The 18th century was an exciting time historically. Mercantile adventure was in full swing and the Industrial Revolution was hot on the heels of the commercial successes of merchants. One of the side effects of increasing commercialism in the early 18th century was a mass migration from the rural interior to the urban city ports. This unfortunately left the countryside with a reduced population whilst the cities grew exponentially; this shifting population included a ever growing merchant middle class, which added to the increased stratification of society in the cities. The Industrial Revolution altered the English landscape forever as she pioneered the way the most significant social change since the introduction of the printing press.
The commercial boom in England had a largely negative effect on rural regions, affecting small towns and villages in two significant ways.

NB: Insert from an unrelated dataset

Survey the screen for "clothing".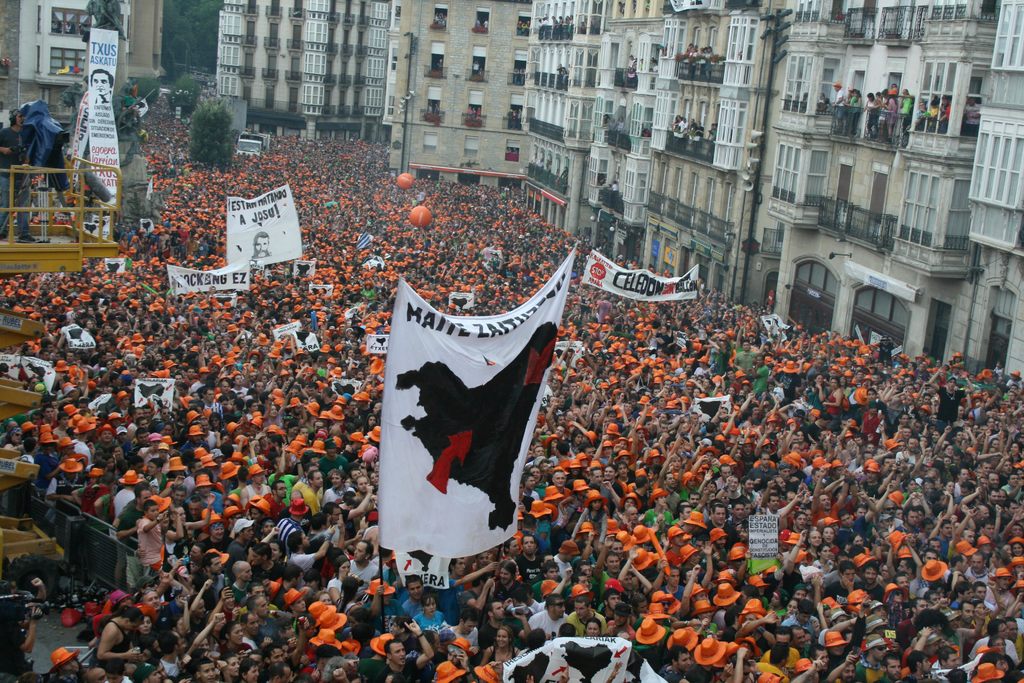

First, the Enclosure Acts, imposed by Government, encouraged the migration from the villages to the cities. Innumerable redundancies were caused by Enclosure, as the fallow land, formerly used collectively by the village for grazing livestock, came under cultivation. Unobtrusive, non-parliamentary enclosures had been going on for decades however the Parliamentary Acts of Enclosure occurred mainly in the latter half of the century as acquisitive farmers, often tenants of wealthy landlords and not landowners themselves, began to predominate.  "a world where all below them...were reduced to landless labourers"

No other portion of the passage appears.